SQLite Performance Optimizations
This project runs on a Raspberry Pi 3 (1GB RAM) and uses SQLite for both interactive API reads and ETL writes. To reduce lock contention and SD-card I/O pressure, we enforce SQLite PRAGMAs for every new SQLAlchemy connection.
Why This Exists
Section titled “Why This Exists”Without consistent per-connection SQLite settings, mixed read/write workloads can hit database is locked
errors and high fsync overhead.
The backend enforces these settings at connection time in
backend-api/src/dicechess_trainer/database.py using SQLAlchemy engine events.
Enforced PRAGMAs
Section titled “Enforced PRAGMAs”PRAGMA journal_mode=WAL;- Enables concurrent readers during writes.
PRAGMA synchronous=NORMAL;- Reduces fsync calls while keeping a safe durability profile with WAL.
PRAGMA cache_size=-10000;- Caps cache to about 10 MB per connection (negative value is KiB units).
PRAGMA foreign_keys=ON;- Ensures relational integrity checks are active.
Where It Is Configured
Section titled “Where It Is Configured”- Runtime hook:
backend-api/src/dicechess_trainer/database.py - Listener:
@event.listens_for(Engine, "connect")
The listener applies PRAGMAs on each new DBAPI connection. This is important because SQLAlchemy pools can create new connections over time.
Verification
Section titled “Verification”Automated check:
- Test file:
backend-api/tests/test_database_pragmas.py - Assertions:
PRAGMA journal_mode;returnswalPRAGMA foreign_keys;returns1
Manual check against a local DB file (optional):
PRAGMA journal_mode;PRAGMA synchronous;PRAGMA cache_size;PRAGMA foreign_keys;Contributor Notes
Section titled “Contributor Notes”- Prefer changing these values only with a clear benchmark or operational reason.
- Keep docs and
backend-api/tests/test_database_pragmas.pyaligned with runtime behavior. - WAL behavior is meaningful for file-backed SQLite databases; in-memory DBs do not behave the same way.
- For production backup/export steps on the Raspberry Pi, see Backup Production Database.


» What the task requires:
Which lines of the data contain the string "entry"? Show each of them.

» Exercise data:
--------------------

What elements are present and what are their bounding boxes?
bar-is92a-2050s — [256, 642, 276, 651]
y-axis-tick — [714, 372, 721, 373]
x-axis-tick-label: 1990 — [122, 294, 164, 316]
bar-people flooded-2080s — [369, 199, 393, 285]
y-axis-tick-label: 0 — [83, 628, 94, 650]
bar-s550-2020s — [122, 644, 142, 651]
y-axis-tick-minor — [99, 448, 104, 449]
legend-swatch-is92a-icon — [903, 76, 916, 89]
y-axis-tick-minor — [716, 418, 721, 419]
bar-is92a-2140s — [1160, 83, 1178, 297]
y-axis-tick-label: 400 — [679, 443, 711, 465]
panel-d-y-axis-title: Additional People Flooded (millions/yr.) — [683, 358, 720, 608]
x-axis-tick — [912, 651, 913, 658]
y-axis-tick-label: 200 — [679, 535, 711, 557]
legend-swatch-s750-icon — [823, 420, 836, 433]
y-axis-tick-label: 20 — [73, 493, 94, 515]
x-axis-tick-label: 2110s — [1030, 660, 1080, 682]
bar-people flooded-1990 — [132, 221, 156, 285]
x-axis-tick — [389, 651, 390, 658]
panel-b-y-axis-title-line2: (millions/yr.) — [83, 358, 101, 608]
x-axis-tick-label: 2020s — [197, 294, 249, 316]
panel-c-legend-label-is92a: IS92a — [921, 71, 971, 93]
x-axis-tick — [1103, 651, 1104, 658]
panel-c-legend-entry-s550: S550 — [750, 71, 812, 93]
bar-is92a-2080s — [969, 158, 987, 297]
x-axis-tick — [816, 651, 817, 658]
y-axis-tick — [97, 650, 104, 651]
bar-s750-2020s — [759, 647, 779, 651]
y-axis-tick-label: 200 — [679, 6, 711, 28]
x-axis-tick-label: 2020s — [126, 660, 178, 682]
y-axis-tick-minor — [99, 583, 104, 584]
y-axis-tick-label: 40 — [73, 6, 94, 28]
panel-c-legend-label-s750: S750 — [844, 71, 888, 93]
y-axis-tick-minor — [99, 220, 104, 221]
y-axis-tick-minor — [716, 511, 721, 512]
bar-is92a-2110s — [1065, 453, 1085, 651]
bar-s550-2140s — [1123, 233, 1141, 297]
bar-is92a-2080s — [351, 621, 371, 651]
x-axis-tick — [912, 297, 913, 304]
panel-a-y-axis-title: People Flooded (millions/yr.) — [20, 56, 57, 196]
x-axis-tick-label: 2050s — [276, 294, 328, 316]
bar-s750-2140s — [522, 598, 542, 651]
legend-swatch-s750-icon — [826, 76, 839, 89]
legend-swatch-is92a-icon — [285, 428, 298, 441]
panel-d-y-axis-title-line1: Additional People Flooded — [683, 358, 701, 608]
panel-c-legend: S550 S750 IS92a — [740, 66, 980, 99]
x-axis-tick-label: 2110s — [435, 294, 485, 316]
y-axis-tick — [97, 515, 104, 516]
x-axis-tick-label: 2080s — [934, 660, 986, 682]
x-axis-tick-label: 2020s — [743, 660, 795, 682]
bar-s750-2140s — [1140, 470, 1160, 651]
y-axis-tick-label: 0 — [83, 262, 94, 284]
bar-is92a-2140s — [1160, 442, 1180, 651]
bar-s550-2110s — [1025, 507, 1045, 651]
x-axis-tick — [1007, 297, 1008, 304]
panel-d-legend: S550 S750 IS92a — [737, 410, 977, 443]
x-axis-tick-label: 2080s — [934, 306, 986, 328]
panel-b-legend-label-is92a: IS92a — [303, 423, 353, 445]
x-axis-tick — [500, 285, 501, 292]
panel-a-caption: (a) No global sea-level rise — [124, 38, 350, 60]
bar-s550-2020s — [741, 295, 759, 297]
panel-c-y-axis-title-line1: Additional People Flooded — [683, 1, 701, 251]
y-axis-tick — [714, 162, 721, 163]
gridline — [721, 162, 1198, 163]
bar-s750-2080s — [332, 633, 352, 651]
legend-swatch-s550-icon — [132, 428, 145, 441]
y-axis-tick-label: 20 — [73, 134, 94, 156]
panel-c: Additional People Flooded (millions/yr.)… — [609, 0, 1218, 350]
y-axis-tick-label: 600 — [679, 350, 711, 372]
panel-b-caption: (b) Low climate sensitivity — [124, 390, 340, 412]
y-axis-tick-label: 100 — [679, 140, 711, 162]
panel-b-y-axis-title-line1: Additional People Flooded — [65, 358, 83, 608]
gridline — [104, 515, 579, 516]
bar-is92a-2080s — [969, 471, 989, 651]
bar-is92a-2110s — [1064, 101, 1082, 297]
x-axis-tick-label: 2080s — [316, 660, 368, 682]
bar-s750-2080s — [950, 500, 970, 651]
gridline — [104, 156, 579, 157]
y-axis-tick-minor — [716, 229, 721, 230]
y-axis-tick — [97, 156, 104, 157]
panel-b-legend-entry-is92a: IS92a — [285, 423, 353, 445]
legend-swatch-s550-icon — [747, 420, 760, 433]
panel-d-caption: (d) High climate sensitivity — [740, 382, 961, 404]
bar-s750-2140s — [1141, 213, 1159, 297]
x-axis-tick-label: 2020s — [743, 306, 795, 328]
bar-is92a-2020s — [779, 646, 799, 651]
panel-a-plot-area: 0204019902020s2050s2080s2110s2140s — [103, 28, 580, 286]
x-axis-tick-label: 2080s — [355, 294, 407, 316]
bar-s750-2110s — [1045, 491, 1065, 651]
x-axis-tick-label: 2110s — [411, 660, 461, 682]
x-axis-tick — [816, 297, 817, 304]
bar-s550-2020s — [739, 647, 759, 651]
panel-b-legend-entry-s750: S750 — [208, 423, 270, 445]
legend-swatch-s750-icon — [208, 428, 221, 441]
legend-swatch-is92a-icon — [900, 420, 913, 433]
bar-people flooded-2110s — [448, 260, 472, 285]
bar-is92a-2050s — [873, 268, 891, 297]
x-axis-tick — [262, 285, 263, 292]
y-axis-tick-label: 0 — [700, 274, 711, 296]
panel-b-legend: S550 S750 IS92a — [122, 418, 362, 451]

--------------------

» Solution:
panel-c-legend-entry-s550: S550 — [750, 71, 812, 93]
panel-b-legend-entry-is92a: IS92a — [285, 423, 353, 445]
panel-b-legend-entry-s750: S750 — [208, 423, 270, 445]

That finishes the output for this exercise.